Less likely it was the wrong lens, more likely the projector aperture plate wasn’t fully inserted. No lens would project sprocket holes unless the projector was a 35/70, but then the lens used for 70mm projection would show 35mm as a “postage stamp” image in the middle of the screen. The sound track offset 21 frames, advanced, because the sound head is 21 frames downstream of the aperture.
On your comment about the 50% of film being audio, I think audio was more important for Star Wars than for any previous film. And it wasn't just the technology in projecting the sound. It was also the layers in the mix of producing the sound.
Lets not debate that one. There were many films before Star Wars that broke ground with sound, including introducing new soundtrack formats. Sound has to be considered pretty important to bring out a new soundtrack format. Remember the era this all happened in. Dolby Stereo was only a few years old, but introduced a compatible (to mono) track that could not only handle 4 channel surround, but installation required calibration, the equalization of each speaker/channel, which had never been done before (Academy mono is a well defined, but very low bandwidth curve). Equalized theaters, extending the dynamic range of optical sound, and still providing backwards compatibility was Dolby Stereo’s big contribution to film sound.
At the time of Star Wars release it was well recognized that 70mm 6-track magnetic sound was far superior to anything optical, with 70mm having a linear speed faster than tape (22.5 inches per second), with fairly thick oxide coating, it had a pretty big advantage. When Dolby A noise reduction was applied, and nudged the dynamic range up, it was the desired format for Star Wars, as it had been for other previous films. There had already been various track and speaker plans for 70mm mag, so it wasn’t that big a deal that Star Wars was Dolby’s chance to try another one, their Baby Boom plan, which rather than use 5 full-bandwidth speakers behind screen, used only L, C and R, and used the other two as bass extension. And that became the basis for THX theater sound years later.
But other films pushed the technology way before that. Stereo sound (actually 3-channel or 6 channel) was introduced in the 1950s as part of film’s combat with TV. 2001, in 70mm 6 track was a HUGE film for audio guys. “A Star Is Born”, 1976, marked the first time Dolby noise reduction had been used on film, and had a 3 channel stereo track. Many films push technology, Star Wars was certainly one of them, but without the landmarks of its predecessors, the jump may not have been so big.
Yes, Star Wars is sound-effects heavy, but don’t get too wound up in thinking about sound layering, the final mix is still dealing with three main elements: dialog, music and EFX. Pre-mixes and stems happen before that. Remember, that all films being mixed in surround of the time suffered similar issues. Apocalypse Now’s editor Walter Murch had no library of stereo gun shots, or any other stereo SFX, and so new ones had to be made. And so on.
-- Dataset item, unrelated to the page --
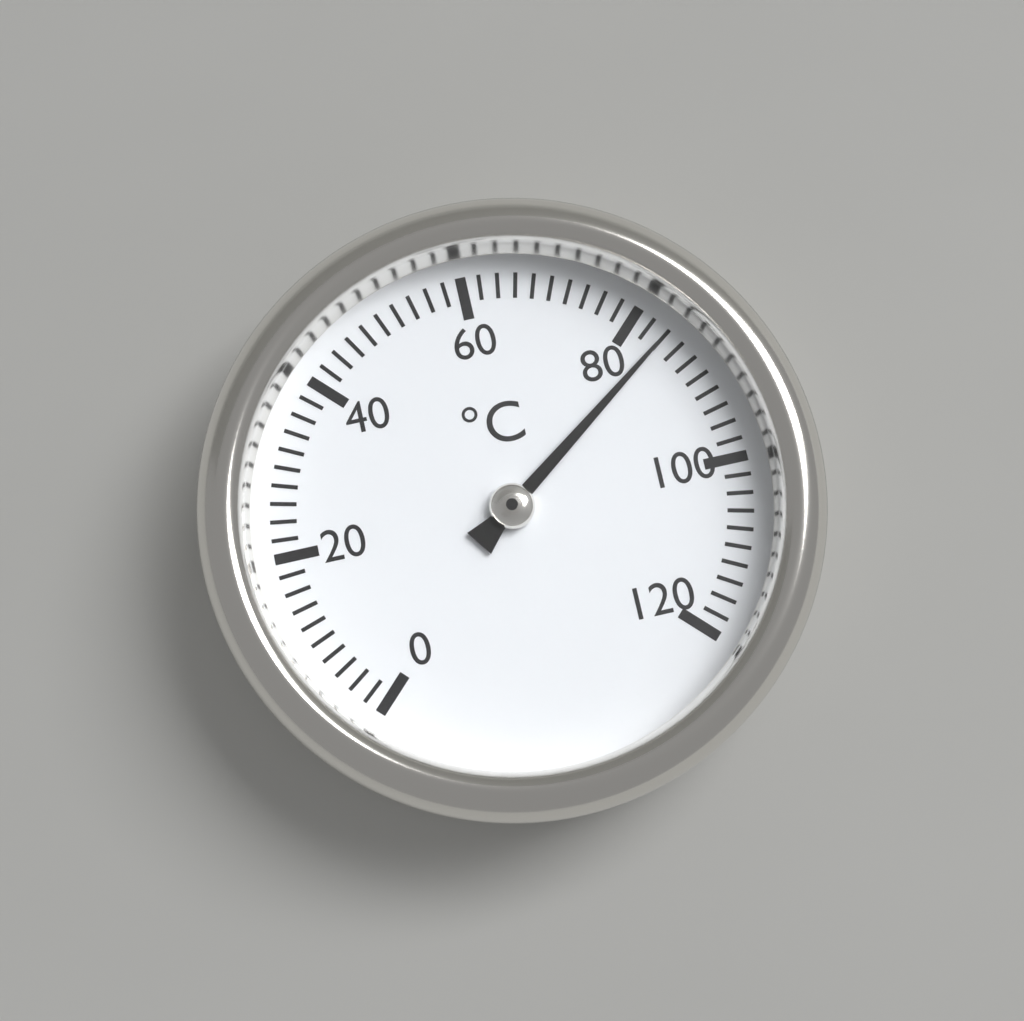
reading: 84 °C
It was Lucas’s experience watching Star Wars in an Academy mono theater in San Francisco that triggered his push toward better theater sound. Dubbing stages were already much better than any theater, and that’s where his tracks were created. The catch phrase that THX later adopted is “As the creators intended”, but theaters of the time simply couldn’t do that. The mismatch between theaters and the dub stage was what he was trying to surmount. And once he (actually Holman) had done it, the importance of exhibition quality had to be emphasized. It was the big bottleneck in the chain of creative to audience. Then they moved on to home video audio….and that’s another story.
Have you ever watched Star Wars movies without sound? I think probably more than half of the experience is lost without it. Not so much with television, though.
My point about that was that you an watch most films without sound and sort of get the point. Even watching a Star Wars film, you’ll get the basic plot and story line, and get the added benefit of seeing a space battle with realistic sound (that would be none, in a vacuum). If you kill picture, in many films where the narrative is carried primarily visually, you’ll disconnect from the story. Listen to a space battle scene without picture, it’s hard to tell who’s winning.